Tuesday, December 20, 2005

Jonathan Alter on Snoopgate



Snoopgate isn't really an adequately nasty name for this latest scandal but it must do for now. Alter's article is brilliant:

Dec. 19, 2005 - Finally we have a Washington scandal that goes beyond sex, corruption and political intrigue to big issues like security versus liberty and the reasonable bounds of presidential power. President Bush came out swinging on Snoopgate—he made it seem as if those who didn't agree with him wanted to leave us vulnerable to Al Qaeda—but it will not work. We're seeing clearly now that Bush thought 9/11 gave him license to act like a dictator, or in his own mind, no doubt, like Abraham Lincoln during the Civil War.

No wonder Bush was so desperate that The New York Times not publish its story on the National Security Agency eavesdropping on American citizens without a warrant, in what lawyers outside the administration say is a clear violation of the 1978 Foreign Intelligence Surveillance Act. I learned this week that on December 6, Bush summoned Times publisher Arthur Sulzberger and executive editor Bill Keller to the Oval Office in a futile attempt to talk them out of running the story. The Times will not comment on the meeting, but one can only imagine the president's desperation.

Now isn't that cute? The president having a chat with the top brass of the New York Times? I would like to know if they had another similar talk right before the 2004 elections, to postpone the publication of their little bomb until after the elections. And I would like to know if that little talk led to the supposed Bush victory. Just imagine what might have happened if we had learned about the Snoopgate before the elections!

Well, perhaps nothing would have been different. Sometimes I despair over the apathy of the American voters. But it seems very wrong to me for the Times to have sat on this article for one full year, very wrong indeed.

I wish to apologize for harping on this one topic. But it is a very important topic and deserves a lot of harping.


Exercise directions. Search each line below for "tons", then return the lines where it appears.

Dataset records on visual material
Start of Block

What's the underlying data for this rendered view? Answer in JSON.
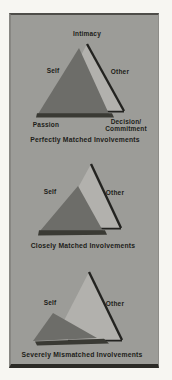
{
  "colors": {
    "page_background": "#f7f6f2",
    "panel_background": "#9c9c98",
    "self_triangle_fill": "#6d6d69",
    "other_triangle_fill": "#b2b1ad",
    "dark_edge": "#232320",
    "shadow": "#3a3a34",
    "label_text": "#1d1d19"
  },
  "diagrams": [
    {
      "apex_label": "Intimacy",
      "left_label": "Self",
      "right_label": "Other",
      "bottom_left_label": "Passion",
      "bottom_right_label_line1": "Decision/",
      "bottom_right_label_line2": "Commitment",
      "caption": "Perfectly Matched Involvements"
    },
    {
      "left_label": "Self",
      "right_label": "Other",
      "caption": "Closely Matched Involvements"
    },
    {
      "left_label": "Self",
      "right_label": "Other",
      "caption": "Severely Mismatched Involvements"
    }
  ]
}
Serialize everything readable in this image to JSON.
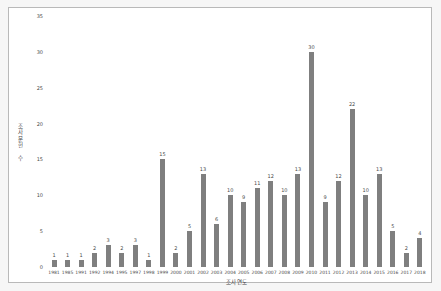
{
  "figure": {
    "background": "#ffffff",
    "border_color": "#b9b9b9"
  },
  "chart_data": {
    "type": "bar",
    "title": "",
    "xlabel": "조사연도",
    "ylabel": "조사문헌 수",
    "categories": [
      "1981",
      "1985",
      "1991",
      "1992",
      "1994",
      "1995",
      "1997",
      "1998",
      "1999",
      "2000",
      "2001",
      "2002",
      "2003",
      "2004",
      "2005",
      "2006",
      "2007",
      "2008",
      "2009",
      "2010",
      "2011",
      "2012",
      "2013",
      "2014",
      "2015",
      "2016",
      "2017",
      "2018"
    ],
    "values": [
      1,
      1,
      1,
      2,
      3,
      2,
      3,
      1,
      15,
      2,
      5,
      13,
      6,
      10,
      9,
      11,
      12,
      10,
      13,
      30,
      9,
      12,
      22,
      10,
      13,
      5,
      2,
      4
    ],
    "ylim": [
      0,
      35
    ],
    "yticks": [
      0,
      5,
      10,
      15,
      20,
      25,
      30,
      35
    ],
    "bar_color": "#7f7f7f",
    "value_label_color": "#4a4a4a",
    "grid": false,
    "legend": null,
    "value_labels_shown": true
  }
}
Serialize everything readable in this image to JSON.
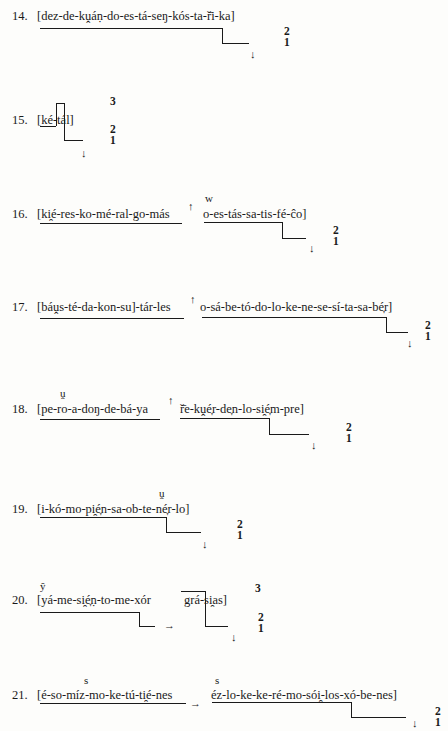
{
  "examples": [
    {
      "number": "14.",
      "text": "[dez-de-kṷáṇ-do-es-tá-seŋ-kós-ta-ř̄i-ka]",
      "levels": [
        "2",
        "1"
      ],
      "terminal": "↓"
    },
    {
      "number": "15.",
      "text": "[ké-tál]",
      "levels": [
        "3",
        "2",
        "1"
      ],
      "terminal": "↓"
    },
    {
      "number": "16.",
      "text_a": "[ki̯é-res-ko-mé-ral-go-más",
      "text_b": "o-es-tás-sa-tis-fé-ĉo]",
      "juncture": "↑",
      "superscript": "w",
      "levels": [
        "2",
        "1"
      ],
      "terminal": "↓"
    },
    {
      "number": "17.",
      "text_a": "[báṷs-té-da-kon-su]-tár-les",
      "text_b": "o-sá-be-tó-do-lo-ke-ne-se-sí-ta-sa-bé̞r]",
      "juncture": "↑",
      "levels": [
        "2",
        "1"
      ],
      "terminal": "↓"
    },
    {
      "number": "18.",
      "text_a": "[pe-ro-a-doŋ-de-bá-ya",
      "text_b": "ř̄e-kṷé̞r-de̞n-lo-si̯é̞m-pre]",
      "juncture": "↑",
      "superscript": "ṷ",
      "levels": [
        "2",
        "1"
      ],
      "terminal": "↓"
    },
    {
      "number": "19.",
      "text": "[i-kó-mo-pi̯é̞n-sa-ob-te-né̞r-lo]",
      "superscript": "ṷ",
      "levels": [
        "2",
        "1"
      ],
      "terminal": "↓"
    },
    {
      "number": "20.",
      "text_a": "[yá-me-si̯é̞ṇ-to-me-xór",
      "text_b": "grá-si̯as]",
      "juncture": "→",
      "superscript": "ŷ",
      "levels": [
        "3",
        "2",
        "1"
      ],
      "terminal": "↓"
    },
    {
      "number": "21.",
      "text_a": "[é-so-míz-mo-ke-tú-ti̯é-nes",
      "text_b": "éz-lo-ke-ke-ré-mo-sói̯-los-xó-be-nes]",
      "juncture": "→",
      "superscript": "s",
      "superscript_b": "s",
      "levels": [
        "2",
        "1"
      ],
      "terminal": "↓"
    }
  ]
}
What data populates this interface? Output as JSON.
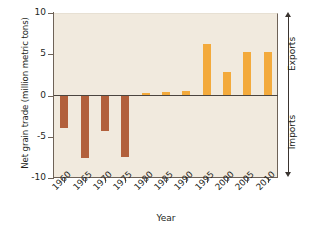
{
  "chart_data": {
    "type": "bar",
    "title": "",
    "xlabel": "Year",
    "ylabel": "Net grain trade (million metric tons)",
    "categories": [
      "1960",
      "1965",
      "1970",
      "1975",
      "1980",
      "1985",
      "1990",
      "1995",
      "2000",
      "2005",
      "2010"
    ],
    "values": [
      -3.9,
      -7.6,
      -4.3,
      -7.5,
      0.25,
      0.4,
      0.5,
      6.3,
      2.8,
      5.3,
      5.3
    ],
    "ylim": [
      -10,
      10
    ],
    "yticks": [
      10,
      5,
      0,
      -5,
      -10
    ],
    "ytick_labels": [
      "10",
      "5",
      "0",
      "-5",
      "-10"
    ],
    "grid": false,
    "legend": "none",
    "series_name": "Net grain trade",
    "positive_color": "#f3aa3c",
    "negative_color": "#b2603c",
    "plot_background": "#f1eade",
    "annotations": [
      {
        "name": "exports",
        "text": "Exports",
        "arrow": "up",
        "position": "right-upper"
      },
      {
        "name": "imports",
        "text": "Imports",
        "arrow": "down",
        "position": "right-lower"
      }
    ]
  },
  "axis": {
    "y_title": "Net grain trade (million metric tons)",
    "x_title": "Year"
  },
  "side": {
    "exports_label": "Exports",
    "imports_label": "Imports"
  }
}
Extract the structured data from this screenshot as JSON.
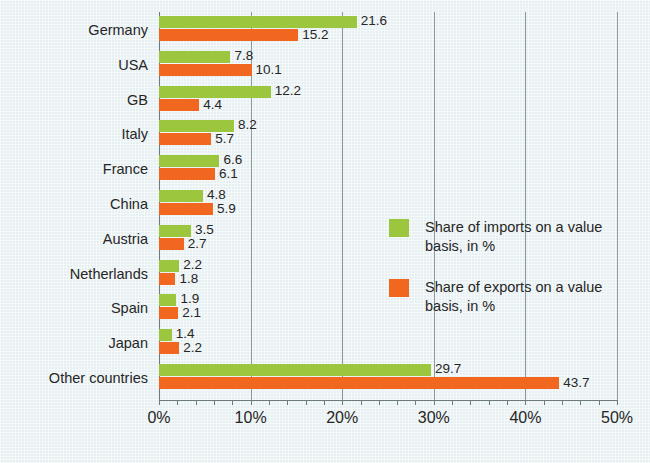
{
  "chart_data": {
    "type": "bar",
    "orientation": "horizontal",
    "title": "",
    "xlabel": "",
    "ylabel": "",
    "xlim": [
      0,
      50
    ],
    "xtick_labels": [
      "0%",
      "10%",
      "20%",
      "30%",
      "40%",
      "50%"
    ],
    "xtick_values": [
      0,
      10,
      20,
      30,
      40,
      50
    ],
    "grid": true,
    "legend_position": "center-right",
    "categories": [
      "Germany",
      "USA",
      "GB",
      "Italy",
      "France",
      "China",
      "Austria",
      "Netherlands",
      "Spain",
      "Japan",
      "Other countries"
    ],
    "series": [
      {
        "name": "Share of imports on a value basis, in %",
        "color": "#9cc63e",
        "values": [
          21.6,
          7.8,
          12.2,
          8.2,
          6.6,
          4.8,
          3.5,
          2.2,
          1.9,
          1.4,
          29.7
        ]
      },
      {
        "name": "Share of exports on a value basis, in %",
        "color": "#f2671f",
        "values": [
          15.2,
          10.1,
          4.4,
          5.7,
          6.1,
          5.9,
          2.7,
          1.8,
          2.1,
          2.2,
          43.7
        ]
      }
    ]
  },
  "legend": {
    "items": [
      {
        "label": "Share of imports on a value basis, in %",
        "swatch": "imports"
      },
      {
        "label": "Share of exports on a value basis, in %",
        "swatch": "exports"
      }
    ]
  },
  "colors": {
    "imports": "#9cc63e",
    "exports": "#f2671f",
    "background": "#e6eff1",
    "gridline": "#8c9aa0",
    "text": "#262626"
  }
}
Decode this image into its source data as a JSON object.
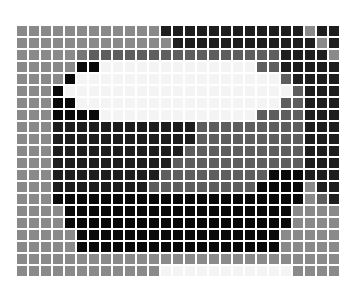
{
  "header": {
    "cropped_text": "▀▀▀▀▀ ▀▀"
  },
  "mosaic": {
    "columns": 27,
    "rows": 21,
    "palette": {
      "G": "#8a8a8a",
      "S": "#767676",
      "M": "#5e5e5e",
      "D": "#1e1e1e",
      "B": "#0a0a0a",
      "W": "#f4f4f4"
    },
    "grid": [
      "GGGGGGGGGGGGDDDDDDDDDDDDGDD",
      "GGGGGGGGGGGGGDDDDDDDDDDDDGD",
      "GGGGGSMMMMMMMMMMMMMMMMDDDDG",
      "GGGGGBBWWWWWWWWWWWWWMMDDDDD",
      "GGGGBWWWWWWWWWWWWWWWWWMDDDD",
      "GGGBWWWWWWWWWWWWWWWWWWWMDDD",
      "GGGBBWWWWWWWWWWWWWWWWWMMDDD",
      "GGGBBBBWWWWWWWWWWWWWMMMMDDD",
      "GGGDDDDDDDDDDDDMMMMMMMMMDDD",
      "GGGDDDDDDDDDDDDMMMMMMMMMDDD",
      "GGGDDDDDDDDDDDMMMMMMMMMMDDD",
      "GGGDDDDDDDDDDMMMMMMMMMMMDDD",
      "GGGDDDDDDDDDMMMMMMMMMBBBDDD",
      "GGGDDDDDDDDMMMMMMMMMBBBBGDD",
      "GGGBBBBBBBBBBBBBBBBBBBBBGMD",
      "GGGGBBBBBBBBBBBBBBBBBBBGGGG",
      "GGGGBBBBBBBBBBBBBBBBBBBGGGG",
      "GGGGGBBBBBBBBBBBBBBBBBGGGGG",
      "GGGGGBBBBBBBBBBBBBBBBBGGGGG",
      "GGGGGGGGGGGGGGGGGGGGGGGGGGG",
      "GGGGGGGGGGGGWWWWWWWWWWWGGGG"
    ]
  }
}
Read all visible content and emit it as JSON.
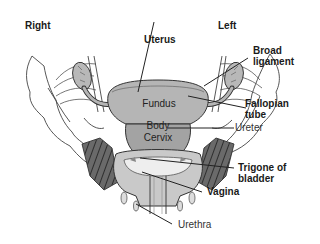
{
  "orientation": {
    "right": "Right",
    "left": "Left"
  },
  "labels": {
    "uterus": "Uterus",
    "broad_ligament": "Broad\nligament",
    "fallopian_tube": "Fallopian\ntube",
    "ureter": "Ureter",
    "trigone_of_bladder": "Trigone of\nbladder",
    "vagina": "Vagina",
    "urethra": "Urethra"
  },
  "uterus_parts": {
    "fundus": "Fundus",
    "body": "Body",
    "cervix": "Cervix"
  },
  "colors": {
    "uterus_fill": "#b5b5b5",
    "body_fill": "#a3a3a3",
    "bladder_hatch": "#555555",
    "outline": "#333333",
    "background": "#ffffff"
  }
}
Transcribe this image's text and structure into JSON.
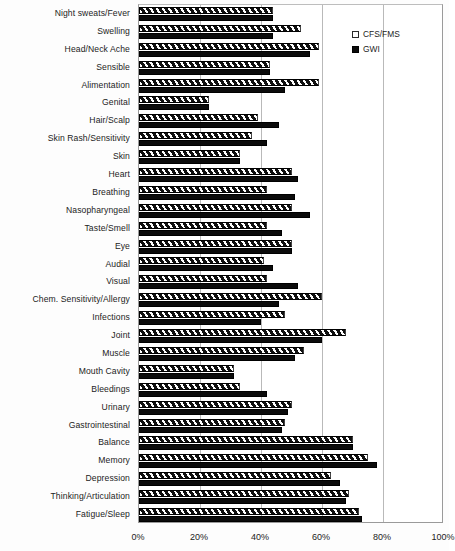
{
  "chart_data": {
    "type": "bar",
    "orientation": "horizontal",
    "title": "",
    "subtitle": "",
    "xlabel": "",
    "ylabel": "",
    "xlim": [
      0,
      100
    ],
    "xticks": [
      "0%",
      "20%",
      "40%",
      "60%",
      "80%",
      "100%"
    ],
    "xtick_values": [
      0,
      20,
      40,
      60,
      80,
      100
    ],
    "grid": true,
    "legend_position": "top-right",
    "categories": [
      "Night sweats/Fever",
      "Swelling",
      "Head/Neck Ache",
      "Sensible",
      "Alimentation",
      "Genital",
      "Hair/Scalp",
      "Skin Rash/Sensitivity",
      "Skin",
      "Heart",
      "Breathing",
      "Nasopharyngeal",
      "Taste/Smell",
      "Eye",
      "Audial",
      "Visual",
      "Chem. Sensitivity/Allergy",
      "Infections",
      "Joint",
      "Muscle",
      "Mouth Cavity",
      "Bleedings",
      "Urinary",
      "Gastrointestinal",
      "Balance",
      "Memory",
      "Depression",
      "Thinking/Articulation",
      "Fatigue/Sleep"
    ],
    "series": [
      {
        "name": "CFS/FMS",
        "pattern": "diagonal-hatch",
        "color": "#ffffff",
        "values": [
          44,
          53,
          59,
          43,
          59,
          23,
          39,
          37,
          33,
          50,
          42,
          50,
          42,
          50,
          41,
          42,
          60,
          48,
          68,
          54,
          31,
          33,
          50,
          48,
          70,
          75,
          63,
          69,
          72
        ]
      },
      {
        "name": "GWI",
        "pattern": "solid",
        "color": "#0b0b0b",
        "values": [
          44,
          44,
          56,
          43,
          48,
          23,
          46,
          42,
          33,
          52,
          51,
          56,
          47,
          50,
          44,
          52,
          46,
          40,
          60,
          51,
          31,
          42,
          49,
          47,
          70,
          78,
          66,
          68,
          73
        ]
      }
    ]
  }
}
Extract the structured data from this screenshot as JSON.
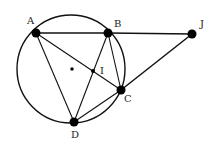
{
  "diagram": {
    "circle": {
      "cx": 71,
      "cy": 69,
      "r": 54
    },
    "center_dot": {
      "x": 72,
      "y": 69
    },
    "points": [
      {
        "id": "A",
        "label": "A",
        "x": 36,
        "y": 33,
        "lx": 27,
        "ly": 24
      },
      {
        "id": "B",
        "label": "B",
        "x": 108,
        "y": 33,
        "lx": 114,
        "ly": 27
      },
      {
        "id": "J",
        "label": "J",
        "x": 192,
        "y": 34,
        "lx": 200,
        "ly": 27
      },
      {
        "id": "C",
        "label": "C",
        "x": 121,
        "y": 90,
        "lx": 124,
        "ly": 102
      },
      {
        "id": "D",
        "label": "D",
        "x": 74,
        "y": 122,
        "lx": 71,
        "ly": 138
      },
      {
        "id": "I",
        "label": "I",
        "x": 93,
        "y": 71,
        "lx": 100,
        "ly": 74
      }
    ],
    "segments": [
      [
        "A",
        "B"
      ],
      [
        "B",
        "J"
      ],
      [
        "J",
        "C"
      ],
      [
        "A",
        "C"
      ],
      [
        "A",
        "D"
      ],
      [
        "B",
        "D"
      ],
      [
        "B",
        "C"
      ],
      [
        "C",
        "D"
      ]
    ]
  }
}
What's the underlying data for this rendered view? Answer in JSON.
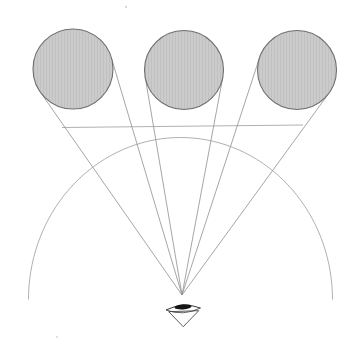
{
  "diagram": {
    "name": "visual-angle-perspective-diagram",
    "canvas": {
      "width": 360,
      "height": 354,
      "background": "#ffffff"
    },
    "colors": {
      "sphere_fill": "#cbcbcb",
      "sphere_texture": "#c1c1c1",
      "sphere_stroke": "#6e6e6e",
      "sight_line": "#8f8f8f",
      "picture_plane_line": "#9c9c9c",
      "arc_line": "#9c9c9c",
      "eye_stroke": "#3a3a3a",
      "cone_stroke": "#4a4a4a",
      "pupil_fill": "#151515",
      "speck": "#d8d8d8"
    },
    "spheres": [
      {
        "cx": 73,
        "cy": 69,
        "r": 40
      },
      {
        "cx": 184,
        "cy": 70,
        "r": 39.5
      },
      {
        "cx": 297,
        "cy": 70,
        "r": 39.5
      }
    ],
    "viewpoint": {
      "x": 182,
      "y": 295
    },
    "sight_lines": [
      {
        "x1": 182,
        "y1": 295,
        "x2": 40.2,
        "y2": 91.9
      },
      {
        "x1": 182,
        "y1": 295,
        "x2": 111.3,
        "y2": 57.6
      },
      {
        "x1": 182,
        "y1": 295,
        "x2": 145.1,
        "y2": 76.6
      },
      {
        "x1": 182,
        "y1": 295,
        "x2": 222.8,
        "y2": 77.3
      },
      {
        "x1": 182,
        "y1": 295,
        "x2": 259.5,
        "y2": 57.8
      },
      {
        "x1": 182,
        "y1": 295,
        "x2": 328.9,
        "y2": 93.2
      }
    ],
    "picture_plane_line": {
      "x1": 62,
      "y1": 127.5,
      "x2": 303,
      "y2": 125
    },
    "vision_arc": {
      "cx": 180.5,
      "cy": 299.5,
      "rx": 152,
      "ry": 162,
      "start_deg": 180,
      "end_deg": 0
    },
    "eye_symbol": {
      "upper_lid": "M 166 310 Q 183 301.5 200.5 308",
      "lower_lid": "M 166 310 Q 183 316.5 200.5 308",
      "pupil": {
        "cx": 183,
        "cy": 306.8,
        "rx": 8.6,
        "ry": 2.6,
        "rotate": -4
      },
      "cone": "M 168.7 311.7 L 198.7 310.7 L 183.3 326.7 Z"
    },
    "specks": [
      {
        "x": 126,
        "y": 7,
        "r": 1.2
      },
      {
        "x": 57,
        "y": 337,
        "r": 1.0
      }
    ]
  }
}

End of Block

Exercise solution.
    "ylabel": "Net grain trade (million metric tons)",
    "y_title": "Net grain trade (million metric tons)",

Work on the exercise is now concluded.